Generic-drug costs rise sharply


Associated Press

WASHINGTON

Some low-cost generic drugs that have helped restrain health care costs for decades are seeing unexpected price spikes of up to 8,000 percent, prompting a backlash from patients, pharmacists and now Washington lawmakers.

Members of the Senate Aging committee met Thursday to scrutinize the recent, unexpected trend among generic medicines, which are copies of branded drugs that have lost patent protection. They usually cost between 30 and 80 percent less than the original medicines.

Experts point to multiple, often unrelated, forces behind the price hikes, including drug ingredient shortages, industry consolidation and production slowdowns due to manufacturing problems.
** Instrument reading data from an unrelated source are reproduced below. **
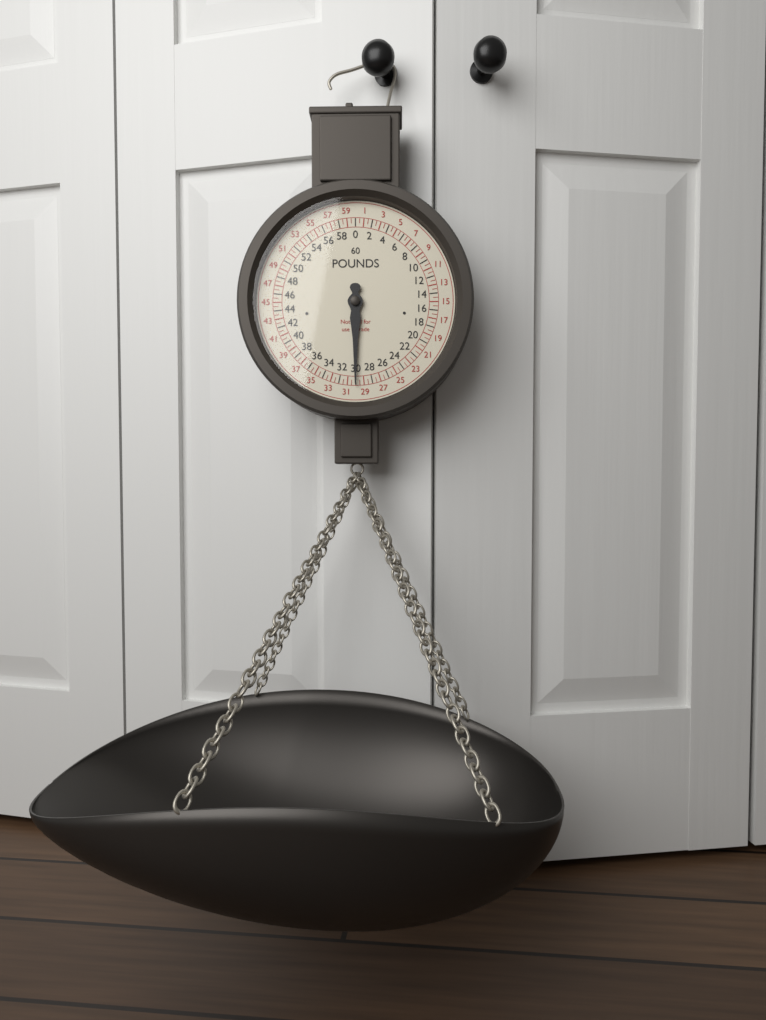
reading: 30.0 lb
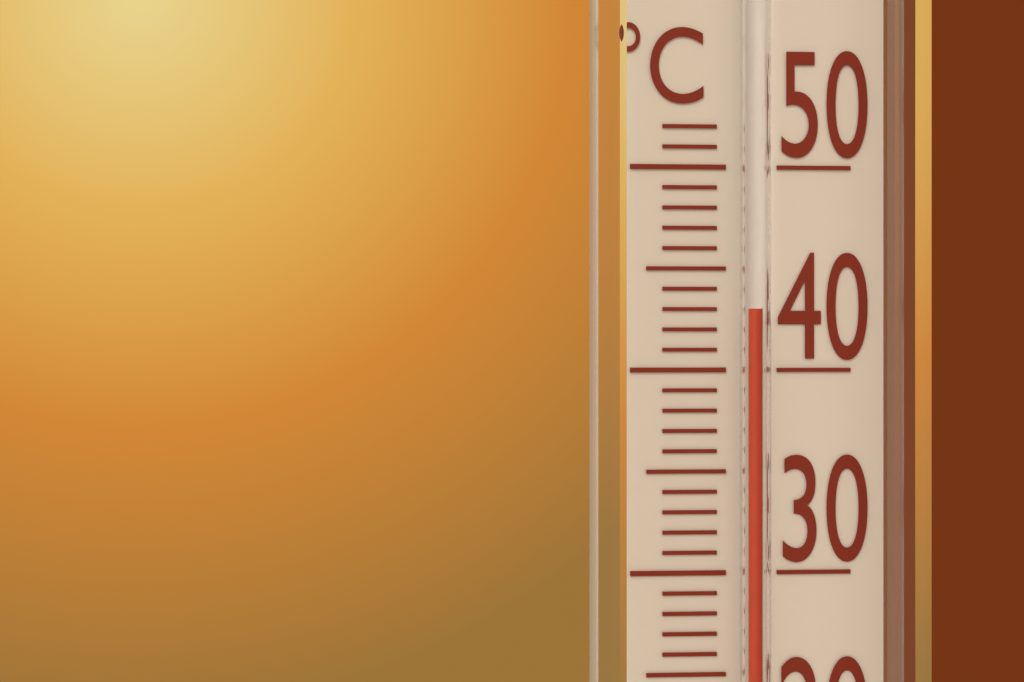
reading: 43 °C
But lawmakers convening Thursday’s hearing, led by Vermont Senator Bernie Sanders, say the federal government needs to do more to bring down prices.

“These companies have seen the opportunity to make a whole lot of money and are seizing that opportunity,” said Sanders, who is chairman of the Senate Subcommittee on Primary Health and Aging.

Sanders is a political independent who usually votes with the liberal wing of the Democratic party.

One strategy Sanders favors: requiring makers of generic drugs to pay rebates to the federal Medicare and Medicaid drugs plan when the prices of their medications outpace inflation. Those payments are already mandatory for branded drugs but have never applied to generics.

The lower prices of generic drugs make them the first choice for both patients and insurers: Generic drugs account for roughly 85 percent of all medicines dispensed in the U.S., according to IMS Health. Typically, generic-drug prices fall as more companies begin offering competing versions of the same drug.

But recent examples suggest the market forces that have kept generic prices low are not working properly.